Yanky Fachler, the long-standing host of the event, spoke to The Algemeiner shortly after HETI apparently backtracked on the decision, announcing in a press release that there “is no ban on mentioning Israel at the Holocaust Memorial Day commemoration in Ireland. Israel will be referred to and the Israeli ambassador has attended and participated in the ceremony since its inception in 2003 and will do so again in January 2015. Holocaust Education Trust Ireland (HETI) has this week reassured the Jewish Community in Ireland of this.”

But Fachler – who has not been reinstated to his post after he was told in an October 13 letter from HETI Chair Peter Cassells that “we will be engaging a new MC” – pointed out that in reversing of the policy, HETI did not explain how it arrived at its decision in the first place.

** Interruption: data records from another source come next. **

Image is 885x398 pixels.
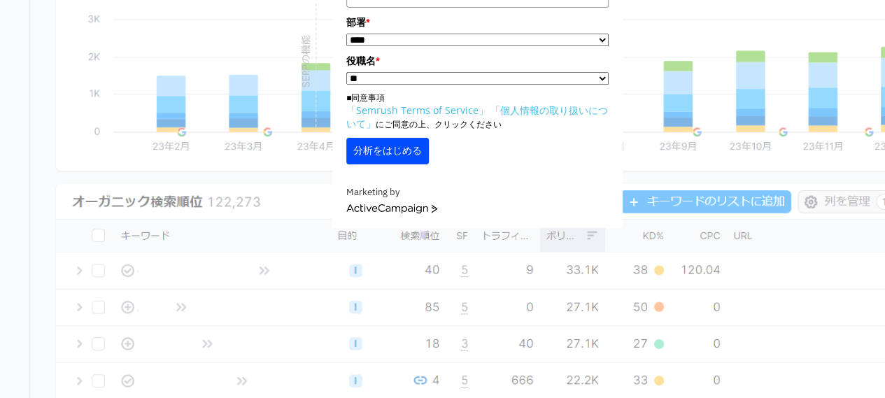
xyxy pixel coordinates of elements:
[346,53,608,69] label: 役職名
[346,103,488,117] a: 「Semrush Terms of Service」
[346,92,608,131] p: ■同意事項 にご同意の上、クリックください
[346,185,608,200] div: Marketing by
[346,103,608,130] a: 「個人情報の取り扱いについて」
[346,15,608,30] label: 部署
[346,138,429,164] button: 分析をはじめる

“My question would be, why they did do what they did,” Fachler told The Algemeiner during a telephone interview. “They came to an absolutely unacceptable decision, and someone must be held accountable for it. I don’t know how they did it, or why they did it, but we need to know how they got to this decision.”

Fachler also pointed out that HETI had yet to apologize for the original announcement. HETI’s undated press release merely corrected the original announcement of a ban on mentioning Israel, before going on to briefly describe its work in Ireland delivering “educational programs through primary, post-primary and third level.”

Fachler said that he did not expect to be reinstated to his post as MC, adding that he was not seeking such an outcome. “In the unlikely event that I was to be asked, I would not be prepared to do it because I don’t think anything has changed at HETI,” he said.

Fachler, a well-known broadcaster and author in Ireland, said that there had long “been tension” with HETI’s Board, none of whom have resigned because of the scandal, over his forthrightly pro-Israel views.

In his own letter to Peter Cassells protesting the original decision, Fachler said that HETI was “creating the impression that it is more concerned with dead Jews than live ones.”

As The Algemeiner reported last week, the announcement of the Israel ban led to a major furore in Ireland, with Jewish groups and former government minister Alan Shatter among those who condemned the decision.

The Algemeiner sent three separate emails to HETI requesting to speak to Mr. Cassells about his original decision, but only received the HETI press release announcing that mention of Israel would be permitted in response.

Meanwhile, the Simon Wiesenthal Center, a leading US-based Jewish advocacy organization, has called for the resignation of those HETI trustees who “voted to exclude references to ‘Israel’ or ‘Jewish State’ from the proceedings of Holocaust Memorial Day…offending the survivors who have made it their home and decoupling the history and destiny of the Jewish People from the Jewish State.”

The Center’s Director for International Relations, Dr. Shimon Samuels, also demanded an investigation by the Irish authorities over whether HETI may have violated its charitable status with its original ban on mentioning Israel.